How Soon After Getting Pregnant Do You Get Morning Sickness?

Most women first notice nausea around week 4 to 6 of pregnancy, which is roughly two to four weeks after conception (since pregnancy weeks are counted from the first day of your last period). Symptoms tend to ramp up quickly from there, peaking in severity between weeks 7 and 10, and usually fading by weeks 12 to 14.

The Week-by-Week Timeline

A prospective UK study that tracked symptoms from the earliest weeks found that weeks 2 and 3 of pregnancy have the lowest likelihood of nausea. An uptick begins around week 4, and then weeks 5, 6, and 7 carry the highest probability of nausea. Vomiting follows a slightly delayed pattern, with the highest rates in week 7, when roughly 10% of women in the study were vomiting.

Cleveland Clinic notes that symptoms feel worst for most women between weeks 8 and 10. After that, nausea gradually eases and tends to improve or disappear around week 13, marking the end of the first trimester. In practical terms, you might feel a wave of queasiness a week or two after your missed period, with the worst stretch hitting about a month later.

Can It Start Before a Missed Period?

It’s uncommon but not impossible. Because pregnancy weeks are dated from your last period, “week 4” lines up almost exactly with the time you’d expect your next period. Some women notice faint nausea right around the day of their missed period, but the NHS emphasizes that a missed period itself remains the earliest reliable sign of pregnancy. True morning sickness that disrupts your day rarely kicks in before weeks 5 or 6.

Why It Happens When It Does

The timing isn’t random. A hormone called hCG, produced by the placenta, rises steeply in early pregnancy and peaks between weeks 12 and 14. Nausea tracks that curve closely: it climbs as hCG climbs and eases as hCG levels plateau. This overlap is the strongest evidence researchers have that hCG drives the nausea, though other hormonal shifts (estrogen, progesterone, thyroid changes) likely contribute too.

How Common It Is

About 80% of pregnant women experience some degree of nausea. Within that group, roughly 28% deal with nausea alone, while 52% have both nausea and vomiting. So if you’re pregnant and feeling fine, you’re in good company with the other 20%, and there’s no reason to worry that a lack of nausea signals a problem.

The name “morning sickness” is misleading.
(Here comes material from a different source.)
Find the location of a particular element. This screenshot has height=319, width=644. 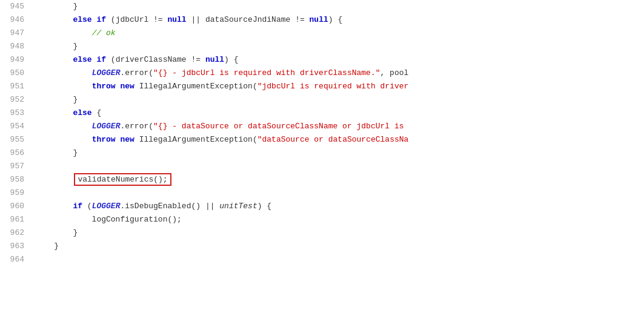

code-row: 962 } is located at coordinates (322, 233).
Nausea can hit at any time of day or night, and for many women it’s an all-day, low-grade queasiness rather than a predictable morning event.

When Symptoms Last Longer Than Expected

For most women, relief comes by week 14. But a meaningful number still have lingering nausea into the second trimester, and a smaller group experiences it throughout the entire pregnancy. If your symptoms intensify rather than fade after the first trimester, that’s worth bringing up at your next prenatal visit.

On the more severe end, about 0.3 to 3% of pregnancies involve a condition called hyperemesis gravidarum. This goes well beyond ordinary morning sickness. It’s defined by persistent vomiting, a loss of 5% or more of your pre-pregnancy weight, and signs of dehydration like dry mouth, dizziness when standing, and dark urine. Women with hyperemesis gravidarum often can’t keep down enough food or fluid to function normally, and treatment typically requires medical support to restore fluids and nutrients.

What Helps in the Early Weeks

Vitamin B6 is one of the most studied remedies and has been shown to reduce nausea more effectively than a placebo. A typical approach is 10 to 25 mg taken three times a day. If B6 alone isn’t enough, an over-the-counter antihistamine (the active ingredient in some sleep aids, doxylamine) can be added, often at a lower dose during the day and a larger dose at bedtime to help with overnight nausea.

Ginger is another option with reasonable evidence behind it. The effective dose in studies is about 1 gram per day, split into two to four portions (for example, 250 mg every six hours). The largest safety study, covering more than 68,000 women, found no increase in birth defects, stillbirth, or preterm birth among ginger users. That said, ginger supplements vary widely in quality, and some contain additional ingredients that haven’t been tested in pregnancy. Capsules from a reputable brand, or simply fresh ginger steeped in hot water, are the most straightforward options.

Beyond supplements, practical strategies that many women find helpful include eating small, frequent meals so your stomach is never completely empty, avoiding strong smells that trigger nausea, keeping plain crackers by your bed to eat before standing up in the morning, and staying hydrated with small sips throughout the day rather than large glasses at once.